→ ASSIGNED TASK
Retype, with no pictures, each line from the one that holds "reading: 4.1 cm" through the last line of the entries below, both included.

→ RECORDED DATA
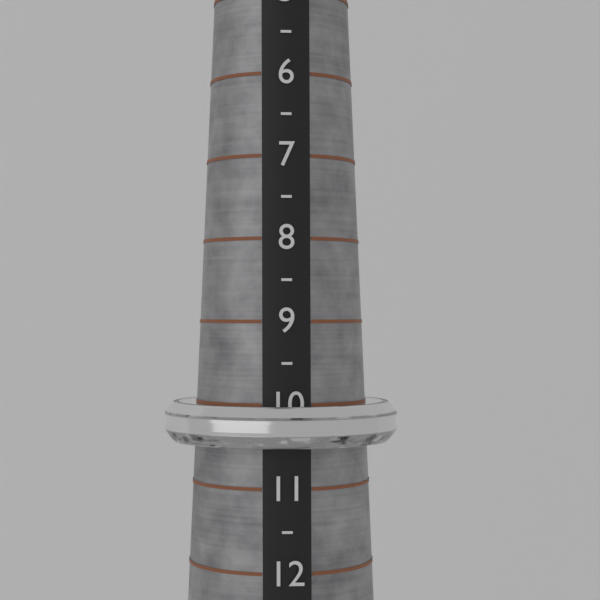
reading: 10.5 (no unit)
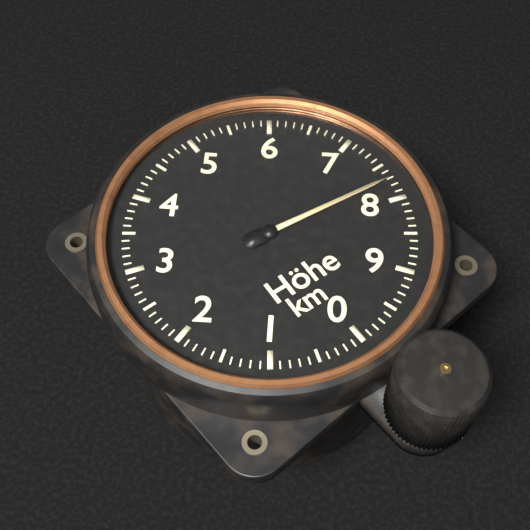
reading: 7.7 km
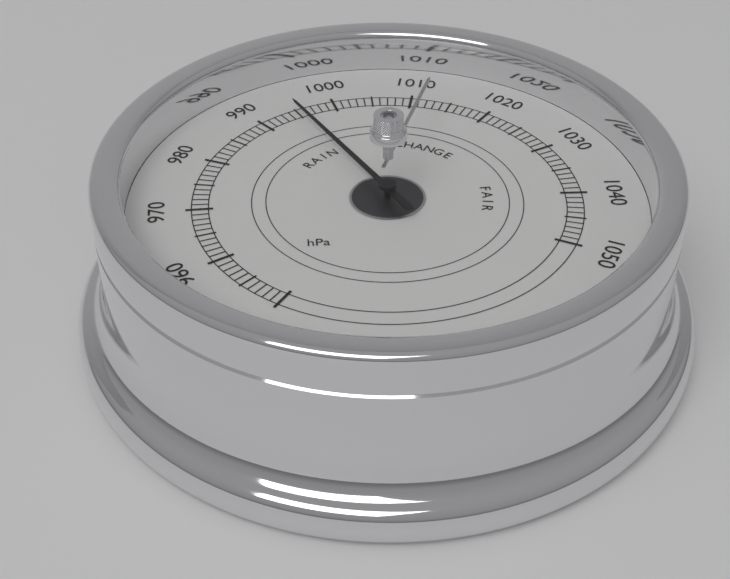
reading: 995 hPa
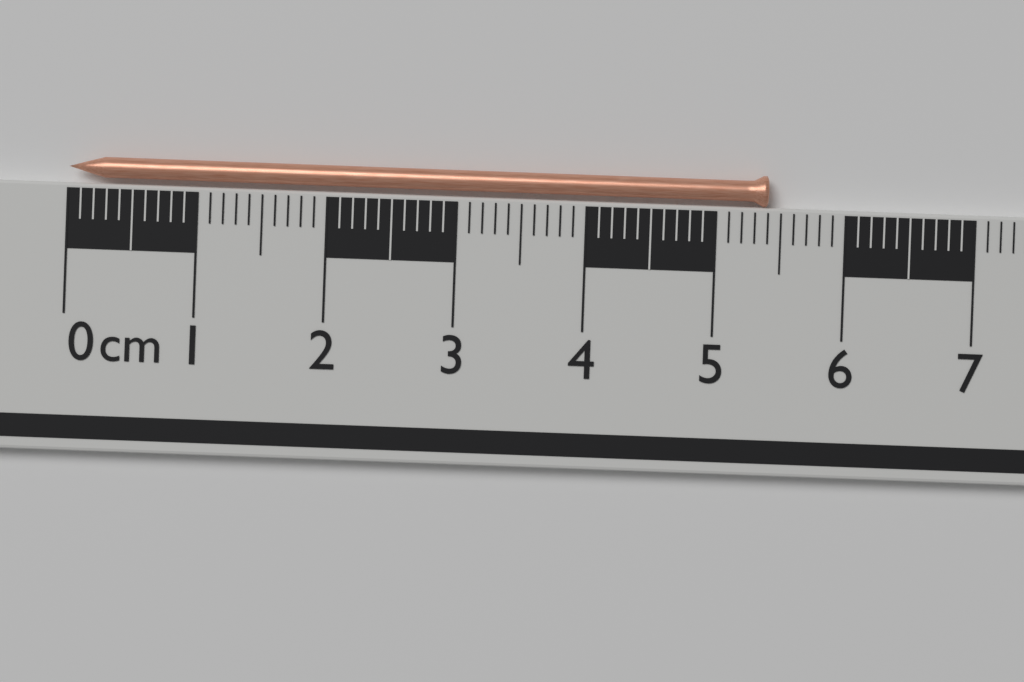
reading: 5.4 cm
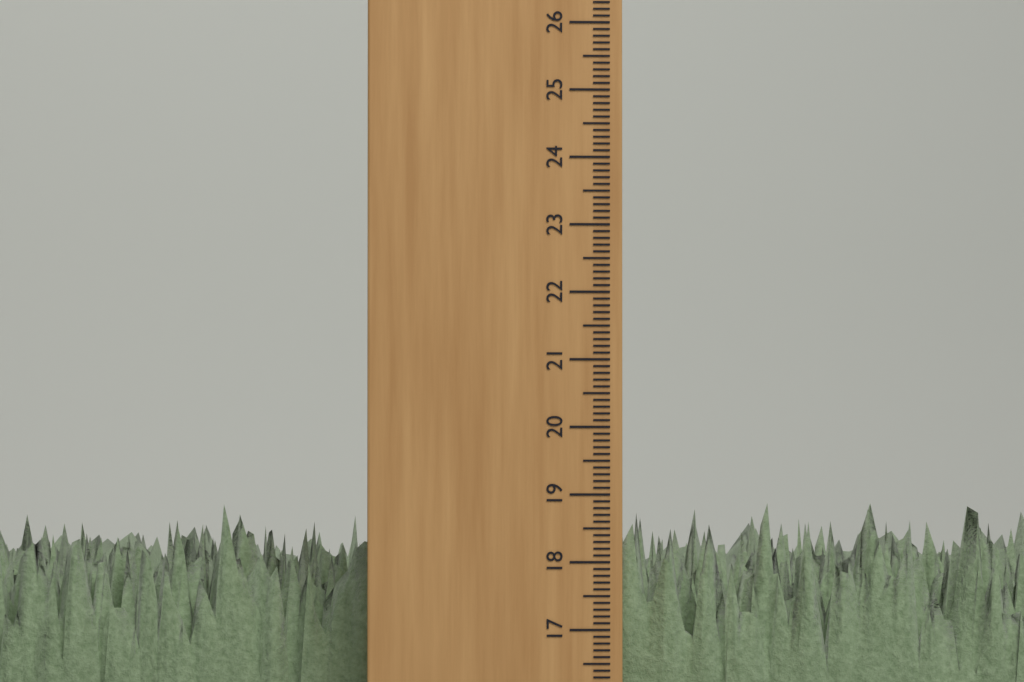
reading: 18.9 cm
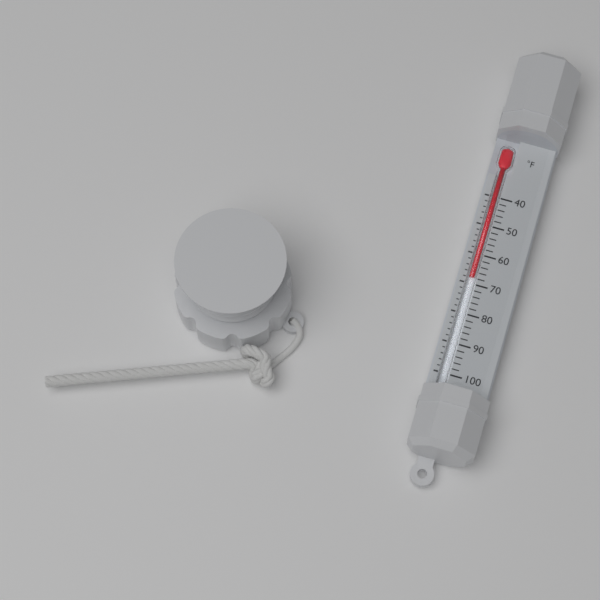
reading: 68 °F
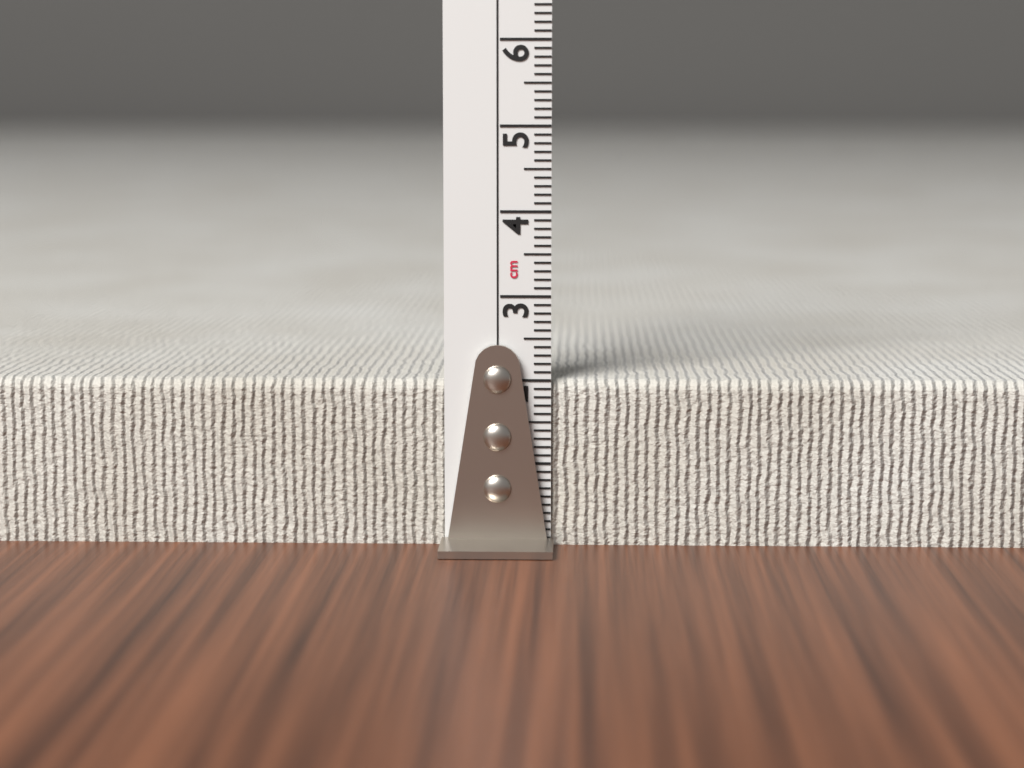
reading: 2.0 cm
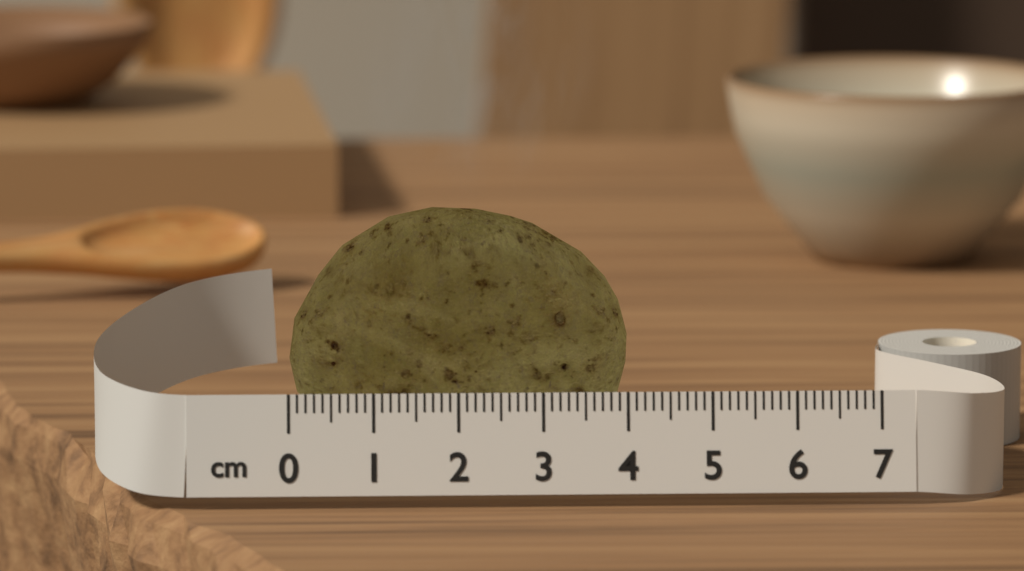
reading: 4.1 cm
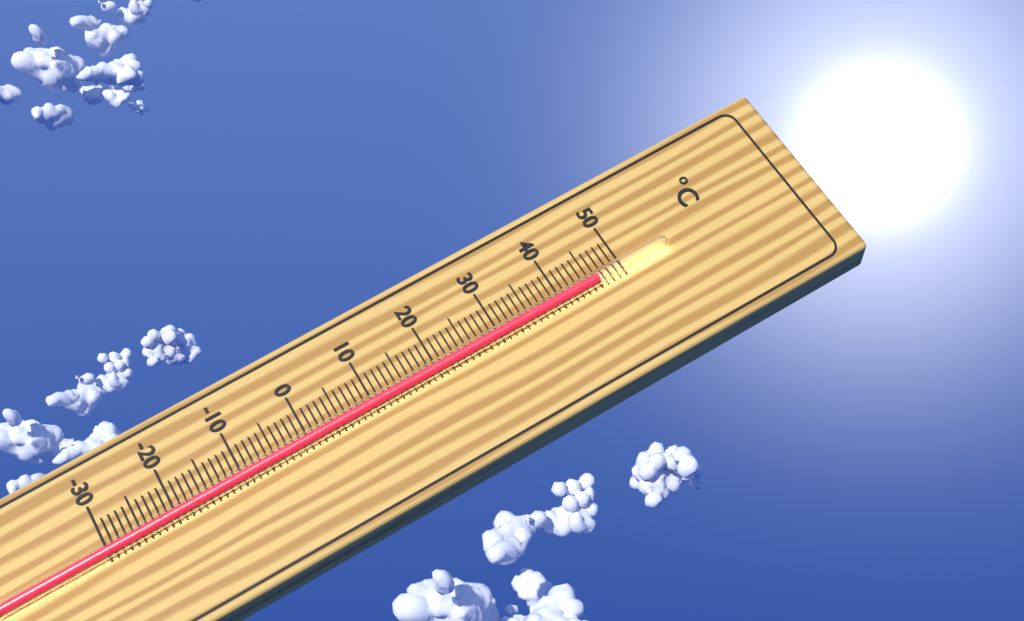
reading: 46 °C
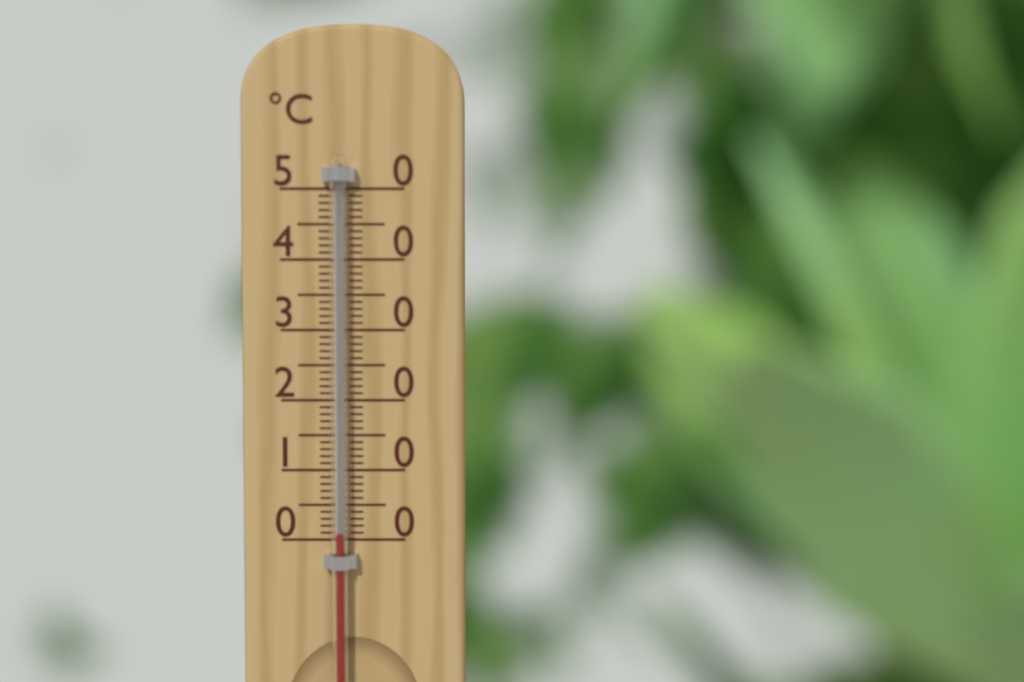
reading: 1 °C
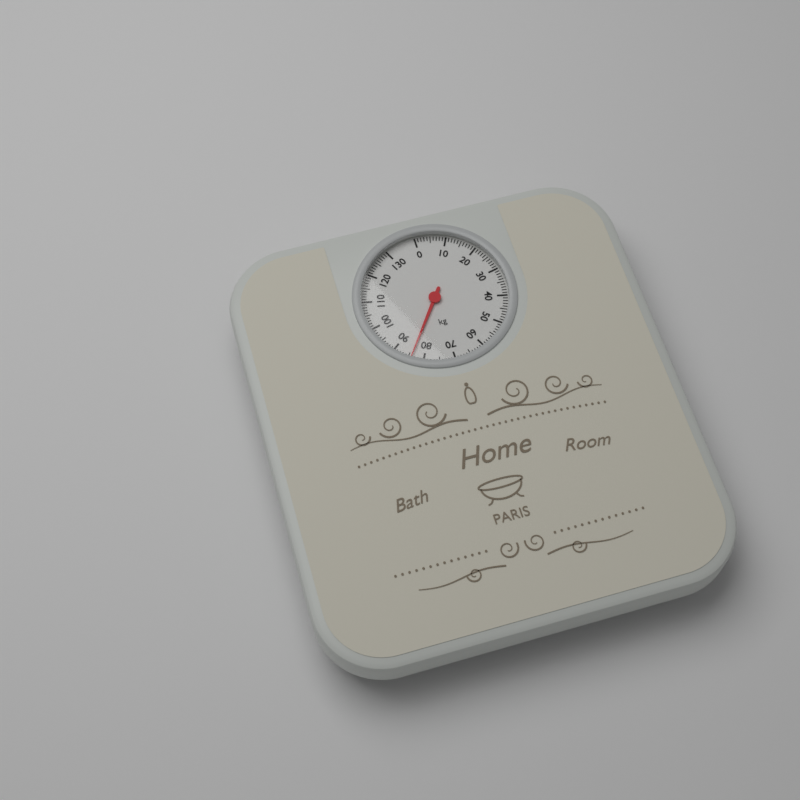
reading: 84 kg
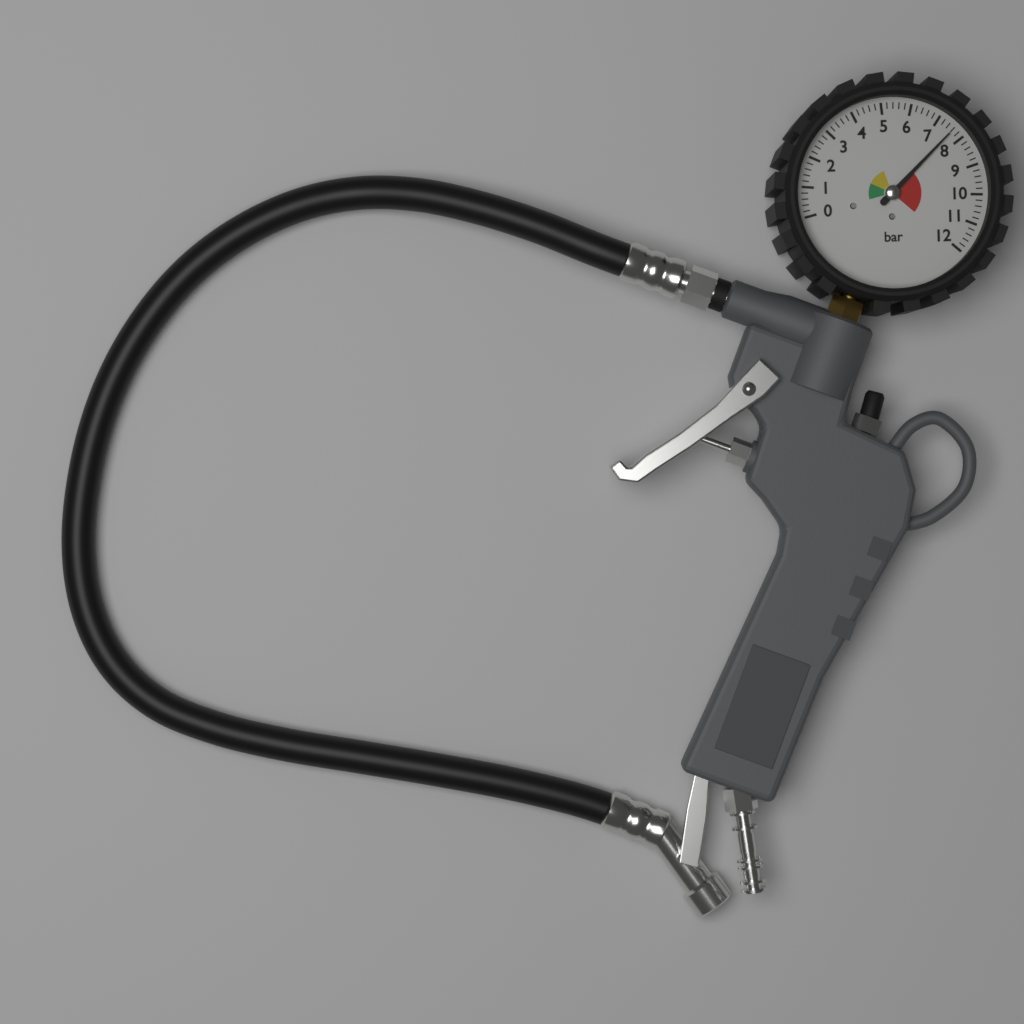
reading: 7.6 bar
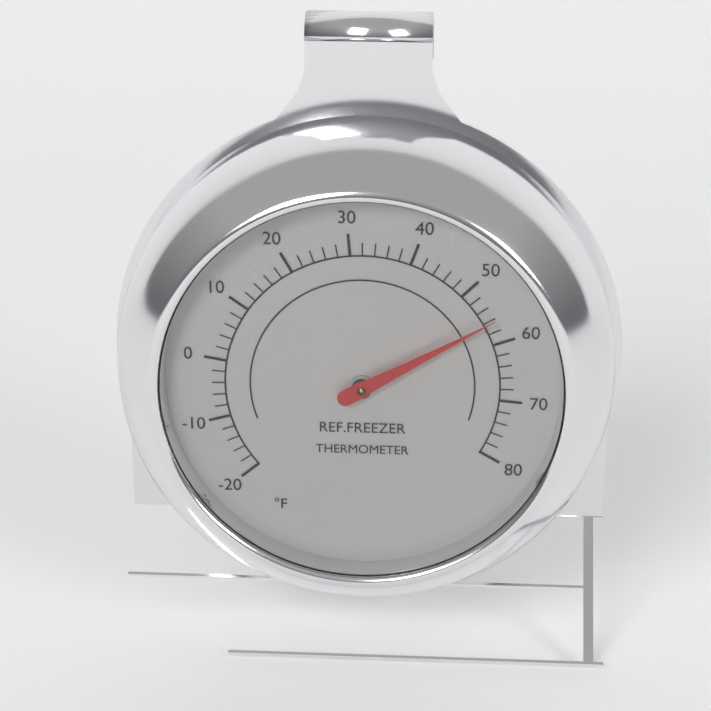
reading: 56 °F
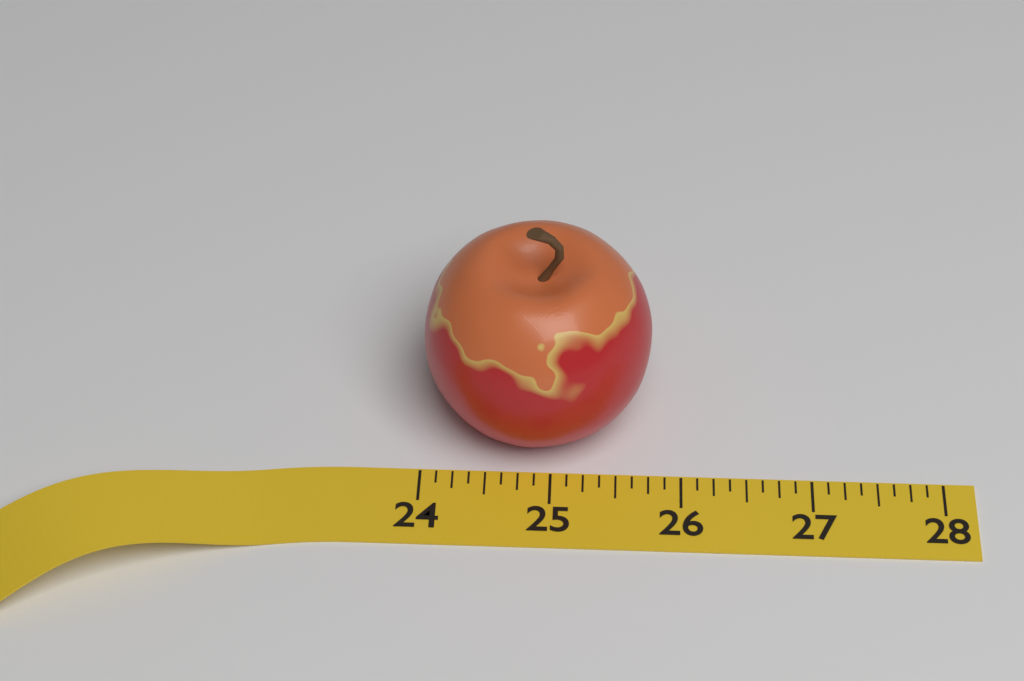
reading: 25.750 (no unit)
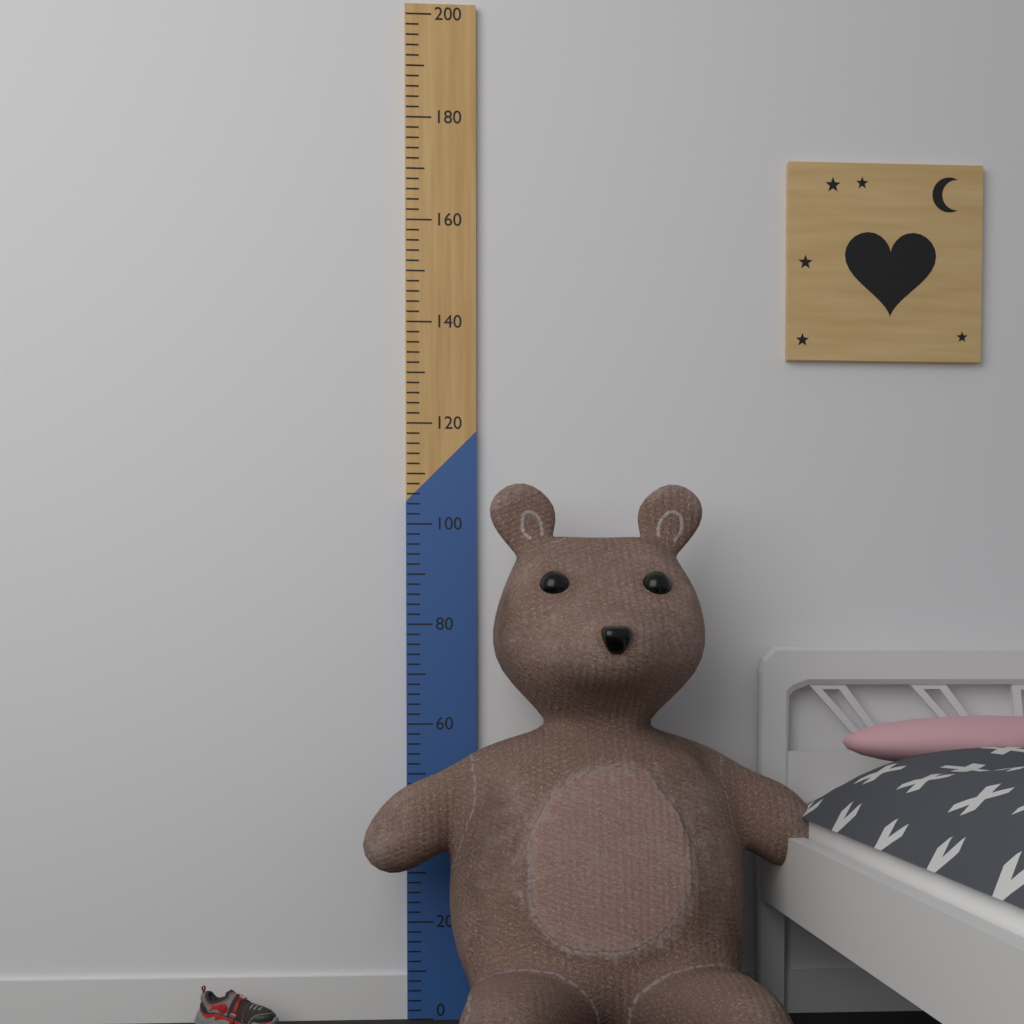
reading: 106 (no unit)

→ EXPECTED OUTPUT
reading: 4.1 cm
reading: 46 °C
reading: 1 °C
reading: 84 kg
reading: 7.6 bar
reading: 56 °F
reading: 25.750 (no unit)
reading: 106 (no unit)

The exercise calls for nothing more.